Which makes me a 24-year-old almost widow.  

I was engaged, in love, was deliriously happy, and then, in a split second my life came tumbling down. Not piece by piece, but all at once, like an explosion. Just like that — poof — my life, my future as I imagined it was gone. Forever.  

Two months after my fiancé’s death, my wedding dress came in. But that didn’t matter anymore. There was a moratorium on the wedding planning because, well, someone essential to the wedding couldn’t make it. 

When I lost my grandfather four years ago, I prepared myself for the eventual goodbyes. Who prepares themselves for their 25-year-old fiancé to drop dead from a heart attack playing soccer? No one. Even I, the most anxious person I know, hadn’t prepared for such life-shattering news.

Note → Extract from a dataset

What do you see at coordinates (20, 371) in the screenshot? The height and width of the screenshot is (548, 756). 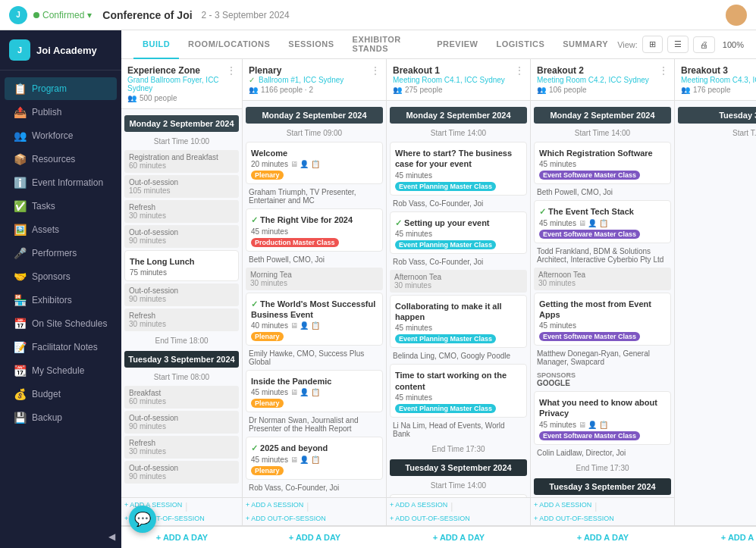 I see `sidebar-icon-12: 📆` at bounding box center [20, 371].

He proposed on February 9, 2018, after five and a half years together, including three years in college, two and a half years of living together, and his cancer diagnosis in between. Three weeks after the ring, we set the date and picked the venue — November 9, 2018. Immediately after signing the contract the superstitious part of me panicked, because I realized that it was 11/9, the opposite of 9/11. Everyone, even my equally superstitious mother, laughed at my irrational fear.   

Well, I wasn’t wrong, was I? 

I admit that I was a Bridezilla. I created spreadsheet after spreadsheet, tracked every expense, and pinned every pin. I called my mom 20 times a day and only talked Wedding. I stressed over the cost of vendors; and, because I was a Bridezilla, gradually increased my budget to a point where I couldn’t really call it a “budget” anymore. We disagreed constantly about the guest list and even the day he died, we’d contemplated increasing the headcount by twenty. You could say wedding planning was my second job. A second full-time one. 

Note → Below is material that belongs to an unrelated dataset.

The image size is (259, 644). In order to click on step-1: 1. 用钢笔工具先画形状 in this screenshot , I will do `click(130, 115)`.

The day I picked out my dress, he’d said he had an idea of what it looked like. If he knew me, he knew what dress I wanted, right? It hurts the most not knowing if he was right. It came after he died and it’s still hanging at my grandmothers. He doesn’t get to see me wear it. I don’t know what to do with it. 

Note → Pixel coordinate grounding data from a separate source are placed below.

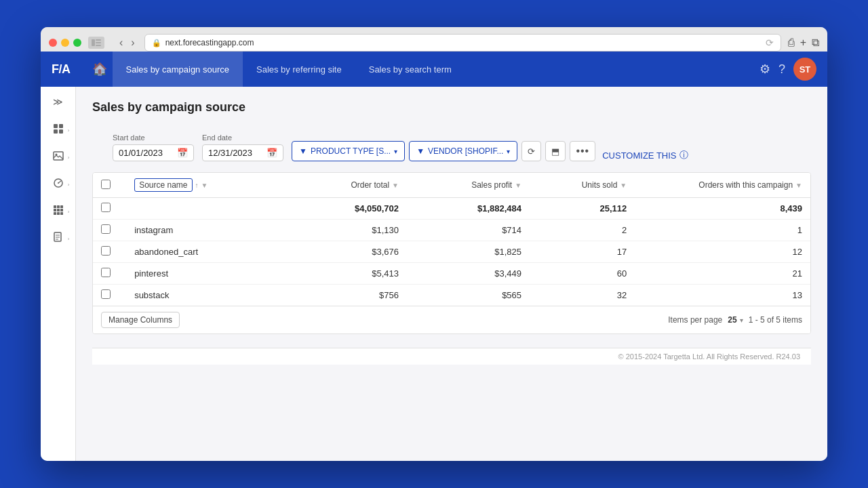  What do you see at coordinates (58, 239) in the screenshot?
I see `document-icon` at bounding box center [58, 239].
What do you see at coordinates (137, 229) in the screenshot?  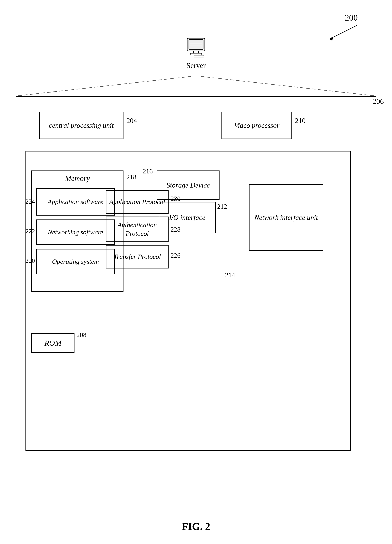 I see `auth-protocol-box: Authentication Protocol` at bounding box center [137, 229].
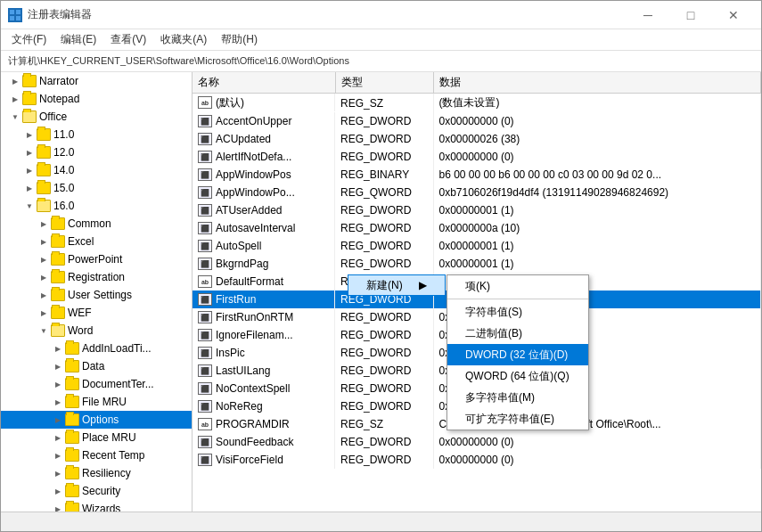 The image size is (762, 532). Describe the element at coordinates (477, 121) in the screenshot. I see `table-row: ⬛AccentOnUpperREG_DWORD0x00000000 (0)` at that location.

Now,  everywhere I go, I see the save-the-date hanging on everyone’s fridge. I’m so glad I spent the extra dollar each to have it be a magnet, and I am not being completely sarcastic here. I am happy that they think of him every time they open the fridge for a beer. It still doesn’t make it easy to walk by that date, in black and white, of the wedding that is not happening. How fitting it is that it was black and white, stark and funereal. What a great call on my part. 

Nearly six months on, I wonder what I will do on my wedding day, which was supposed to have been November 9, 2018. What was supposed to be the most beautiful day of my life turned into the most dreaded. Right now I should be having dress fittings, finalizing menus, and mailing invitations. I know the timeline exactly because I was great at that stuff.  But instantly, on April 19, our wedding was over.  

I lost my other half, my person, the love of my life, and I haven’t opened my wedding Excel spreadsheet since. So what will I do on November 9 to honor my best friend? I still have a couple months to decide. My second job isn’t keeping me very busy anymore. This isn’t a question most twentysomethings are faced with, but I guess that is just life and I won’t ever take it for granted. I guess the moral of the story, don’t get too excited, because the excitement can backfire in a split second. For instance, you can be engaged and then your fiancé dies.  

That is my life, at least. The life of an indefinitely engaged 24-year-old almost-widow. 

Gabrielle Brazeau is a 24-year-old accountant from Baltimore, Maryland.